Semantically similar inventions in the PatentBrief corpus:

- [How James Plimpton Invented the Modern Roller Skate](https://patentbrief.org/patent/us/37305/roller-skates-plimpton) — A 19th-century invention that introduced pivoting wheels to roller skates, allowing users to steer by leaning their bodies.
- [Interchangeable Blades for Folding Pocket Tools](https://patentbrief.org/patent/us/4669140/leatherman-multitool) — A 1987 patent for a folding pocket knife with split handles that can securely swap out different tools, like saw blades, using a locking pivot block and protective aluminum handles.
- [How King Gillette Invented the Modern Disposable Safety Razor](https://patentbrief.org/patent/us/775134/safety-razor-gillette) — King Gillette's 1904 patent for a safety razor with a thin, replaceable, double-edged blade that changed how the world shaves.

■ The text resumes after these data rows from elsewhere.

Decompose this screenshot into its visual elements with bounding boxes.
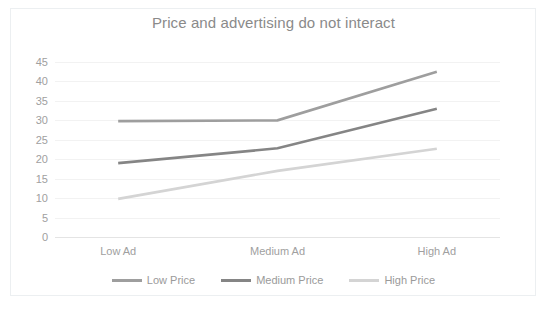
legend-label: Medium Price xyxy=(256,274,323,286)
series-line[interactable] xyxy=(118,72,437,121)
legend-label: High Price xyxy=(384,274,435,286)
series-layer xyxy=(55,62,500,237)
legend-item[interactable]: Low Price xyxy=(112,274,195,286)
y-axis-tick-label: 30 xyxy=(4,114,48,126)
x-axis: Low AdMedium AdHigh Ad xyxy=(55,245,500,261)
y-axis-tick-label: 40 xyxy=(4,75,48,87)
x-axis-tick-label: High Ad xyxy=(418,245,457,257)
y-axis: 051015202530354045 xyxy=(4,62,48,237)
y-axis-tick-label: 35 xyxy=(4,95,48,107)
legend-swatch-icon xyxy=(349,279,379,282)
y-axis-tick-label: 20 xyxy=(4,153,48,165)
y-axis-tick-label: 5 xyxy=(4,212,48,224)
y-axis-tick-label: 45 xyxy=(4,56,48,68)
chart-container: Price and advertising do not interact 05… xyxy=(0,0,547,312)
chart-legend: Low PriceMedium PriceHigh Price xyxy=(0,274,547,286)
y-axis-tick-label: 0 xyxy=(4,231,48,243)
legend-label: Low Price xyxy=(147,274,195,286)
legend-swatch-icon xyxy=(221,279,251,282)
legend-swatch-icon xyxy=(112,279,142,282)
chart-title: Price and advertising do not interact xyxy=(0,14,547,31)
x-axis-tick-label: Low Ad xyxy=(100,245,136,257)
legend-item[interactable]: High Price xyxy=(349,274,435,286)
legend-item[interactable]: Medium Price xyxy=(221,274,323,286)
x-axis-tick-label: Medium Ad xyxy=(250,245,305,257)
x-axis-line xyxy=(55,237,500,238)
y-axis-tick-label: 15 xyxy=(4,173,48,185)
y-axis-tick-label: 25 xyxy=(4,134,48,146)
series-line[interactable] xyxy=(118,149,437,199)
y-axis-tick-label: 10 xyxy=(4,192,48,204)
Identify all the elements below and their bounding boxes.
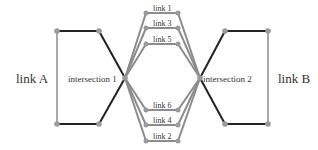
link-3-label: link 3 bbox=[153, 19, 171, 28]
intersection-1-label: intersection 1 bbox=[68, 74, 117, 84]
node bbox=[265, 28, 271, 34]
link-2-label: link 2 bbox=[153, 132, 171, 141]
link-1-label: link 1 bbox=[153, 4, 171, 13]
link-6-label: link 6 bbox=[153, 101, 171, 110]
node bbox=[54, 28, 60, 34]
node bbox=[54, 121, 60, 127]
node bbox=[96, 121, 102, 127]
link-4-label: link 4 bbox=[153, 116, 171, 125]
link-a-label: link A bbox=[16, 71, 49, 86]
intersection-2-node bbox=[197, 75, 203, 81]
road-network-diagram: link A link B intersection 1 intersectio… bbox=[0, 0, 318, 150]
link-5-label: link 5 bbox=[153, 35, 171, 44]
node bbox=[222, 121, 228, 127]
node bbox=[96, 28, 102, 34]
link-b-label: link B bbox=[278, 71, 310, 86]
node bbox=[265, 121, 271, 127]
intersection-2-label: intersection 2 bbox=[203, 74, 252, 84]
intersection-1-node bbox=[122, 75, 128, 81]
node bbox=[222, 28, 228, 34]
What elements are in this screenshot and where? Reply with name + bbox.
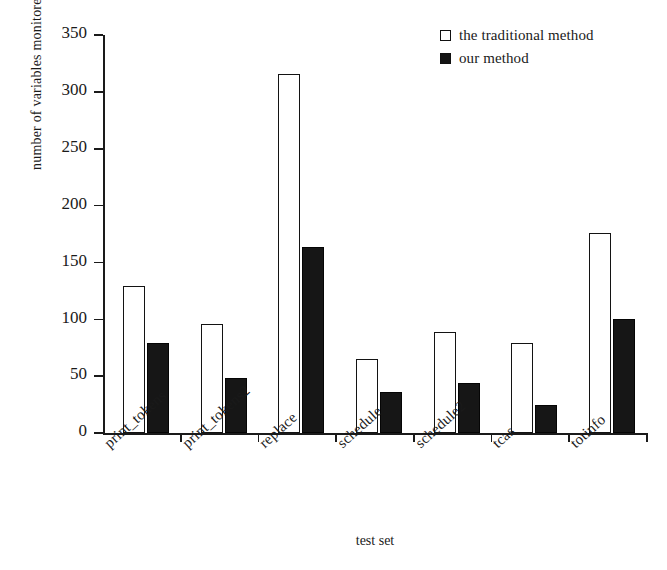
bar-totinfo-traditional	[589, 233, 611, 433]
y-tick-label-150: 150	[62, 251, 88, 271]
y-tick-50: 50	[94, 375, 103, 377]
y-axis-title: number of variables monitored	[29, 0, 45, 170]
y-tick-label-0: 0	[79, 421, 88, 441]
bar-chart-figure: the traditional method our method 050100…	[0, 0, 667, 570]
y-tick-label-250: 250	[62, 137, 88, 157]
y-tick-0: 0	[94, 432, 103, 434]
x-axis-title: test set	[103, 533, 647, 549]
bar-totinfo-ours	[613, 319, 635, 433]
y-tick-200: 200	[94, 205, 103, 207]
bar-replace-ours	[302, 247, 324, 433]
y-tick-label-50: 50	[70, 364, 87, 384]
x-tick-totinfo	[646, 433, 648, 442]
y-tick-350: 350	[94, 34, 103, 36]
bar-tcas-traditional	[511, 343, 533, 433]
bar-replace-traditional	[278, 74, 300, 433]
y-tick-300: 300	[94, 91, 103, 93]
y-tick-label-100: 100	[62, 308, 88, 328]
y-tick-label-300: 300	[62, 80, 88, 100]
plot-area: 050100150200250300350 print_tokensprint_…	[103, 35, 647, 433]
y-tick-250: 250	[94, 148, 103, 150]
bar-tcas-ours	[535, 405, 557, 433]
y-tick-100: 100	[94, 319, 103, 321]
y-tick-label-350: 350	[62, 23, 88, 43]
y-axis-line	[103, 35, 105, 433]
y-tick-150: 150	[94, 262, 103, 264]
y-tick-label-200: 200	[62, 194, 88, 214]
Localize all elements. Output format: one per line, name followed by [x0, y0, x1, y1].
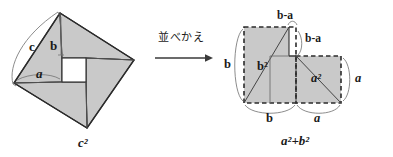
transition-arrow-head	[205, 54, 213, 62]
label-right-left-b: b	[224, 58, 231, 71]
label-left-c: c	[29, 40, 35, 53]
measure-arc-b-left	[235, 29, 243, 101]
label-left-a: a	[36, 67, 43, 80]
measure-arc-ba-top	[288, 21, 297, 25]
caption-left-c-squared: c²	[78, 136, 88, 149]
label-right-top-b-minus-a: b-a	[277, 10, 293, 22]
measure-arc-a-right	[343, 58, 350, 101]
caption-left-text: c²	[78, 135, 88, 150]
transition-label: 並べかえ	[158, 32, 204, 43]
transition-arrow-group	[155, 54, 213, 62]
right-figure-group	[235, 21, 350, 113]
label-small-square-area: a²	[311, 72, 321, 85]
pinwheel-triangle-right	[86, 58, 134, 128]
label-right-bottom-a: a	[314, 112, 320, 125]
caption-right-a2-plus-b2: a²+b²	[281, 134, 309, 147]
label-right-right-a: a	[355, 72, 361, 85]
caption-right-text: a²+b²	[281, 133, 309, 148]
left-figure-group	[12, 12, 134, 128]
top-right-gap	[289, 27, 296, 56]
measure-arc-ba-inner	[298, 31, 302, 55]
diagram-svg	[0, 0, 393, 157]
figure-canvas: c b a c² 並べかえ b-a b-a b b a a b² a² a²+b…	[0, 0, 393, 157]
label-right-bottom-b: b	[266, 112, 273, 125]
inner-white-square	[62, 58, 86, 82]
label-left-b: b	[50, 39, 57, 52]
label-right-inner-b-minus-a: b-a	[305, 33, 321, 45]
label-big-square-area: b²	[257, 60, 268, 73]
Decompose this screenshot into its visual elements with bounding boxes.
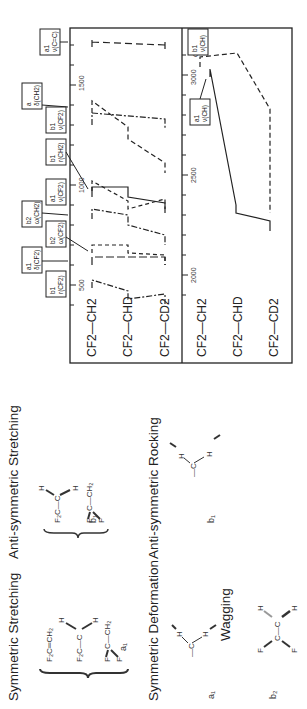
tick-3000: 3000	[190, 69, 197, 85]
svg-text:b1: b1	[49, 286, 56, 294]
tick-500: 500	[78, 279, 85, 291]
molecule-sym-stretch: F₂C═CH₂ F₂C—C H H F C—CH₂ F	[40, 617, 128, 678]
svg-text:δ(CH2): δ(CH2)	[33, 85, 41, 106]
svg-text:F: F	[103, 657, 112, 662]
tick-1000: 1000	[78, 177, 85, 193]
svg-text:F₂C═CH₂: F₂C═CH₂	[45, 628, 54, 662]
svg-text:H: H	[91, 617, 100, 623]
box-b2-omega-cf2: b2 ω(CF2)	[46, 221, 88, 251]
box-a1-delta-cf2: a1 δ(CF2)	[22, 247, 68, 273]
box-b1-nu-ch: b1 ν(CH)	[188, 29, 208, 55]
svg-text:—C: —C	[187, 643, 196, 657]
svg-text:ν(CH): ν(CH)	[199, 35, 207, 52]
box-a-delta-ch2: a δ(CH2)	[22, 83, 68, 109]
molecule-sym-deform: —C H H	[172, 625, 216, 657]
svg-text:H: H	[175, 631, 184, 637]
panel2-lines	[200, 53, 270, 231]
svg-text:H: H	[201, 631, 210, 637]
line-nu-ch-a1	[210, 69, 270, 231]
axis-ticks-panel2	[182, 55, 188, 295]
svg-text:F: F	[290, 648, 299, 653]
chart-frame	[70, 28, 292, 363]
svg-text:b1: b1	[191, 44, 198, 52]
svg-text:ν(CH): ν(CH)	[201, 105, 209, 122]
molecule-wagging: F F C—C H H	[256, 605, 299, 653]
molecule-anti-stretch: F₂C—C H H F C—CH₂ F	[37, 483, 108, 538]
svg-text:F: F	[115, 657, 124, 662]
box-a1-nu-ch: a1 ν(CH)	[190, 79, 210, 125]
svg-text:H: H	[57, 617, 66, 623]
tick-2500: 2500	[190, 167, 197, 183]
svg-text:a1: a1	[193, 114, 200, 122]
svg-text:ω(CF2): ω(CF2)	[57, 222, 65, 244]
line-delta-cf2	[92, 257, 165, 265]
box-a1-nu-cf2: a1 ν(CF2)	[46, 179, 66, 205]
svg-text:r(CH2): r(CH2)	[57, 143, 65, 163]
svg-text:C—CH₂: C—CH₂	[103, 621, 112, 649]
axis-ticks-panel1	[70, 45, 76, 305]
svg-text:b2: b2	[25, 216, 32, 224]
svg-text:H: H	[256, 605, 265, 611]
svg-text:C—C: C—C	[273, 621, 282, 641]
tick-1500: 1500	[78, 75, 85, 91]
row-label-cf2-ch2: CF2—CH2	[85, 298, 99, 357]
rotated-figure: Symmetric Stretching Anti-symmetric Stre…	[0, 0, 307, 709]
row-label2-cf2-chd: CF2—CHD	[231, 296, 245, 357]
svg-text:H: H	[71, 485, 80, 491]
svg-text:ω(CH2): ω(CH2)	[33, 202, 41, 224]
svg-text:F₂C—C: F₂C—C	[75, 634, 84, 662]
tick-2000: 2000	[190, 267, 197, 283]
line-omega-ch2	[92, 209, 165, 245]
row-label2-cf2-ch2: CF2—CH2	[195, 298, 209, 357]
line-nu-cf2-b1	[92, 113, 165, 129]
line-nu-cc	[92, 37, 165, 49]
svg-text:ν(CF2): ν(CF2)	[57, 110, 65, 130]
svg-text:a1: a1	[43, 44, 50, 52]
svg-text:F: F	[85, 518, 94, 523]
svg-text:a1: a1	[25, 262, 32, 270]
row-label2-cf2-cd2: CF2—CD2	[267, 298, 281, 357]
svg-text:H: H	[37, 485, 46, 491]
molecule-anti-rock: —C H H	[170, 435, 220, 477]
svg-text:r(CF2): r(CF2)	[57, 275, 65, 294]
row-label-cf2-chd: CF2—CHD	[121, 296, 135, 357]
svg-text:ν(C=C): ν(C=C)	[51, 31, 59, 52]
box-b1-nu-cf2: b1 ν(CF2)	[46, 107, 66, 133]
row-label-cf2-cd2: CF2—CD2	[158, 298, 172, 357]
svg-text:C—CH₂: C—CH₂	[85, 483, 94, 511]
svg-text:b1: b1	[49, 154, 56, 162]
diagram-svg: F₂C═CH₂ F₂C—C H H F C—CH₂ F F₂C—C H H F …	[0, 0, 307, 709]
svg-text:δ(CF2): δ(CF2)	[33, 250, 41, 270]
line-omega-cf2	[92, 245, 165, 265]
panel1-lines	[92, 37, 165, 304]
box-b1-r-cf2: b1 r(CF2)	[46, 271, 66, 297]
svg-text:a1: a1	[49, 194, 56, 202]
svg-text:H: H	[205, 451, 214, 457]
svg-text:b1: b1	[49, 122, 56, 130]
svg-text:H: H	[290, 605, 299, 611]
svg-text:F₂C—C: F₂C—C	[53, 495, 62, 523]
svg-text:b2: b2	[49, 236, 56, 244]
svg-text:—C: —C	[189, 463, 198, 477]
box-a1-nu-cc: a1 ν(C=C)	[40, 29, 68, 55]
svg-text:a: a	[25, 102, 32, 106]
svg-text:ν(CF2): ν(CF2)	[57, 182, 65, 202]
svg-text:F: F	[256, 648, 265, 653]
line-delta-ch2	[92, 101, 165, 173]
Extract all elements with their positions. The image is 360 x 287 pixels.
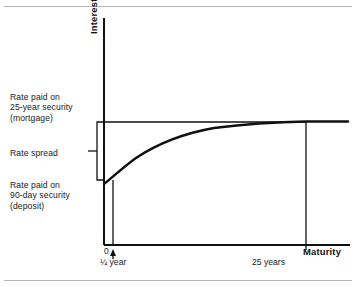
annotation-rate-spread: Rate spread — [10, 148, 58, 158]
y-axis-title: Interest rate — [88, 0, 99, 34]
x-axis-title: Maturity — [303, 246, 341, 257]
chart-plot-area — [0, 0, 360, 287]
figure-container: Interest rate Maturity Rate paid on 25-y… — [0, 0, 360, 287]
annotation-bottom-rate: Rate paid on 90-day security (deposit) — [10, 180, 70, 211]
rate-spread-bracket — [97, 122, 103, 180]
yield-curve-line — [104, 122, 348, 185]
x-axis-tick-label-25-years: 25 years — [252, 257, 285, 267]
annotation-top-rate: Rate paid on 25-year security (mortgage) — [10, 92, 73, 123]
x-axis-tick-label-quarter-year: ¼ year — [100, 257, 126, 267]
x-axis-origin-label: 0 — [104, 246, 109, 256]
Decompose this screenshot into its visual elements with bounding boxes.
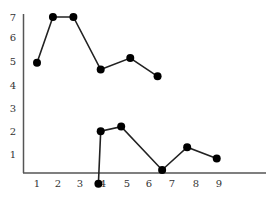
series-layer [33, 13, 221, 188]
line-chart: 1 2 3 4 5 6 7 1 2 3 4 5 6 7 8 9 [0, 0, 278, 204]
y-tick-label: 6 [10, 32, 16, 43]
data-point-marker [94, 180, 102, 188]
data-point-marker [158, 166, 166, 174]
x-tick-labels: 1 2 3 4 5 6 7 8 9 [34, 178, 222, 189]
x-tick-label: 7 [169, 178, 175, 189]
y-tick-label: 2 [10, 126, 16, 137]
data-point-marker [97, 66, 105, 74]
data-point-marker [154, 72, 162, 80]
data-point-marker [183, 143, 191, 151]
y-tick-label: 3 [10, 103, 16, 114]
y-tick-label: 4 [10, 80, 16, 91]
x-tick-label: 3 [77, 178, 83, 189]
x-tick-label: 8 [193, 178, 199, 189]
data-point-marker [49, 13, 57, 21]
series-1 [33, 13, 162, 80]
x-tick-label: 2 [55, 178, 61, 189]
data-point-marker [33, 59, 41, 67]
data-point-marker [126, 54, 134, 62]
data-point-marker [97, 127, 105, 135]
x-tick-label: 5 [124, 178, 130, 189]
series-2 [94, 123, 220, 188]
series-line [98, 127, 216, 184]
x-tick-label: 6 [146, 178, 152, 189]
y-tick-label: 7 [10, 12, 16, 23]
y-tick-label: 5 [10, 56, 16, 67]
x-tick-label: 9 [216, 178, 222, 189]
y-tick-labels: 1 2 3 4 5 6 7 [10, 12, 16, 160]
data-point-marker [117, 123, 125, 131]
y-tick-label: 1 [10, 149, 16, 160]
x-tick-label: 1 [34, 178, 40, 189]
data-point-marker [69, 13, 77, 21]
data-point-marker [213, 155, 221, 163]
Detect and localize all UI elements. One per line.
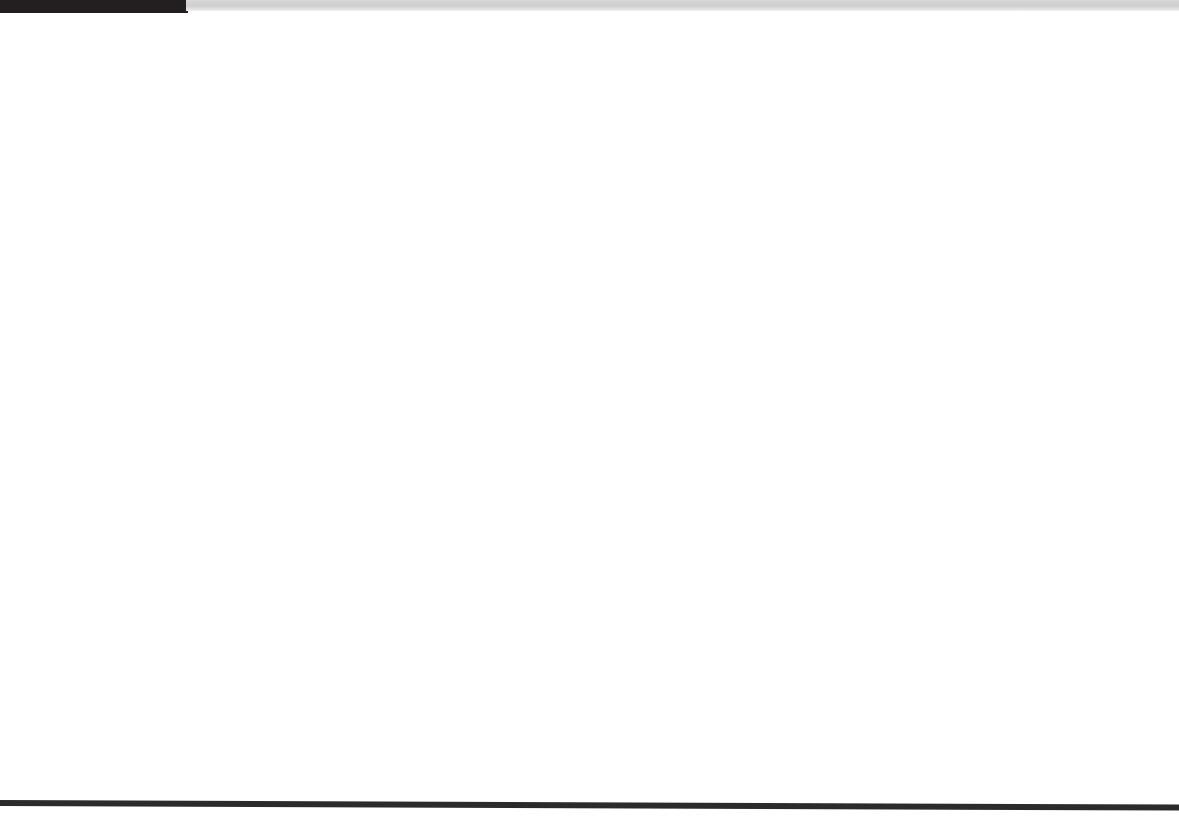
scanned-page (0, 0, 1179, 826)
corporate-debt-securities-tree-diagram (0, 0, 1179, 826)
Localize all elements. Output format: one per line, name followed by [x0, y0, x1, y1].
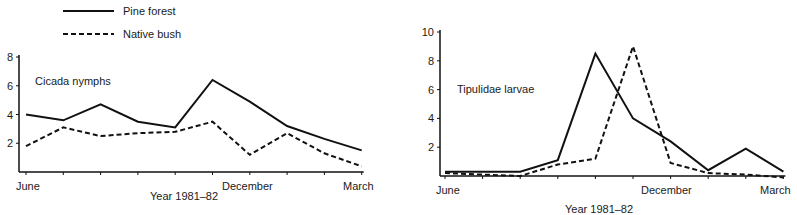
- series-pine-forest: [26, 80, 362, 150]
- x-axis-label: Year 1981–82: [150, 190, 218, 202]
- y-tick-label: 8: [7, 51, 13, 63]
- legend-label-native: Native bush: [123, 28, 181, 40]
- y-tick-label: 4: [428, 112, 434, 124]
- y-tick-label: 4: [7, 109, 13, 121]
- y-tick-label: 6: [428, 84, 434, 96]
- x-tick-label-march: March: [343, 180, 374, 192]
- x-tick-label-december: December: [222, 180, 273, 192]
- x-tick-label-march: March: [760, 184, 791, 196]
- series-native-bush: [445, 46, 783, 177]
- x-tick-label-june: June: [16, 180, 40, 192]
- y-tick-label: 8: [428, 55, 434, 67]
- series-native-bush: [26, 122, 362, 167]
- series-pine-forest: [445, 54, 783, 172]
- chart-cicada: 2468JuneDecemberMarchYear 1981–82Cicada …: [7, 51, 374, 202]
- y-tick-label: 2: [7, 137, 13, 149]
- x-tick-label-december: December: [641, 184, 692, 196]
- figure: Pine forest Native bush 2468JuneDecember…: [0, 0, 797, 215]
- x-tick-label-june: June: [436, 184, 460, 196]
- y-tick-label: 6: [7, 80, 13, 92]
- chart-tipulidae: 246810JuneDecemberMarchYear 1981–82Tipul…: [422, 26, 791, 215]
- x-axis-label: Year 1981–82: [565, 203, 633, 215]
- y-tick-label: 2: [428, 141, 434, 153]
- legend: Pine forest Native bush: [63, 5, 181, 40]
- y-tick-label: 10: [422, 26, 434, 38]
- chart-title: Tipulidae larvae: [457, 83, 534, 95]
- chart-title: Cicada nymphs: [35, 75, 111, 87]
- legend-label-pine: Pine forest: [123, 5, 176, 17]
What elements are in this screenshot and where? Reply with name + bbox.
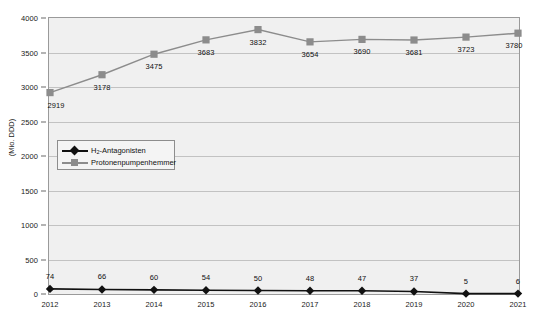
data-label: 3723 bbox=[457, 45, 474, 54]
gridline bbox=[49, 53, 519, 54]
x-axis-tick-label: 2015 bbox=[197, 300, 214, 309]
data-label: 66 bbox=[98, 272, 107, 281]
data-label: 3681 bbox=[405, 48, 422, 57]
data-label: 50 bbox=[254, 274, 263, 283]
data-label: 3654 bbox=[301, 50, 318, 59]
y-axis-tick-mark bbox=[41, 294, 46, 295]
legend-label-h2-antagonisten: H2-Antagonisten bbox=[88, 146, 146, 155]
gridline bbox=[49, 225, 519, 226]
data-label: 74 bbox=[46, 272, 55, 281]
x-axis-tick-label: 2016 bbox=[249, 300, 266, 309]
y-axis-tick-label: 2500 bbox=[21, 117, 38, 126]
x-axis-tick-label: 2012 bbox=[41, 300, 58, 309]
legend: H2-Antagonisten Protonenpumpenhemmer bbox=[57, 140, 175, 170]
data-label: 3683 bbox=[197, 48, 214, 57]
y-axis-tick-label: 1500 bbox=[21, 186, 38, 195]
gridline bbox=[49, 191, 519, 192]
data-label: 6 bbox=[516, 277, 520, 286]
data-label: 54 bbox=[202, 273, 211, 282]
data-label: 2919 bbox=[47, 101, 64, 110]
chart-container: 05001000150020002500300035004000 (Mio. D… bbox=[0, 0, 539, 325]
y-axis-tick-mark bbox=[41, 259, 46, 260]
legend-item-h2-antagonisten[interactable]: H2-Antagonisten bbox=[62, 144, 170, 156]
data-label: 47 bbox=[358, 274, 367, 283]
x-axis-tick-label: 2018 bbox=[353, 300, 370, 309]
data-label: 3690 bbox=[353, 47, 370, 56]
y-axis-tick-label: 0 bbox=[34, 290, 38, 299]
x-axis-tick-label: 2019 bbox=[405, 300, 422, 309]
x-axis-tick-label: 2014 bbox=[145, 300, 162, 309]
y-axis-tick-mark bbox=[41, 87, 46, 88]
x-axis-tick-label: 2017 bbox=[301, 300, 318, 309]
data-label: 3178 bbox=[93, 83, 110, 92]
data-label: 48 bbox=[306, 274, 315, 283]
gridline bbox=[49, 122, 519, 123]
x-axis-tick-label: 2021 bbox=[509, 300, 526, 309]
legend-label-protonenpumpenhemmer: Protonenpumpenhemmer bbox=[88, 158, 176, 167]
legend-square-marker-icon bbox=[62, 157, 88, 168]
legend-diamond-marker-icon bbox=[62, 145, 88, 156]
data-label: 37 bbox=[410, 274, 419, 283]
data-label: 5 bbox=[464, 277, 468, 286]
y-axis-tick-label: 4000 bbox=[21, 14, 38, 23]
y-axis-tick-label: 3500 bbox=[21, 48, 38, 57]
x-axis-tick-label: 2020 bbox=[457, 300, 474, 309]
gridline bbox=[49, 260, 519, 261]
data-label: 3832 bbox=[249, 38, 266, 47]
y-axis-tick-mark bbox=[41, 121, 46, 122]
y-axis-tick-label: 2000 bbox=[21, 152, 38, 161]
y-axis-tick-label: 500 bbox=[25, 255, 38, 264]
data-label: 3475 bbox=[145, 62, 162, 71]
y-axis-tick-mark bbox=[41, 18, 46, 19]
data-label: 60 bbox=[150, 273, 159, 282]
y-axis-tick-mark bbox=[41, 190, 46, 191]
x-axis-tick-label: 2013 bbox=[93, 300, 110, 309]
y-axis-tick-mark bbox=[41, 225, 46, 226]
y-axis-tick-label: 3000 bbox=[21, 83, 38, 92]
y-axis-tick-label: 1000 bbox=[21, 221, 38, 230]
data-label: 3780 bbox=[505, 41, 522, 50]
legend-item-protonenpumpenhemmer[interactable]: Protonenpumpenhemmer bbox=[62, 156, 170, 168]
gridline bbox=[49, 87, 519, 88]
y-axis-title: (Mio. DDD) bbox=[7, 83, 16, 193]
y-axis-tick-mark bbox=[41, 52, 46, 53]
y-axis-tick-mark bbox=[41, 156, 46, 157]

- [How Jacob Schick Invented the Modern Magazine-Loading Safety Razor](https://patentbrief.org/patent/us/1721530/schick-repeating-razor) — A 1929 patent for a safety razor that uses a replaceable blade magazine, allowing users to change blades without touching the sharp edges.
- [How the String Trimmer (Weed Eater) Actually Cuts Grass](https://patentbrief.org/patent/us/3826068/weed-eater-string-trimmer) — This 1974 patent describes the mechanics of using a high-speed spinning plastic line to cut grass, replacing dangerous metal blades with flexible, non-metallic material.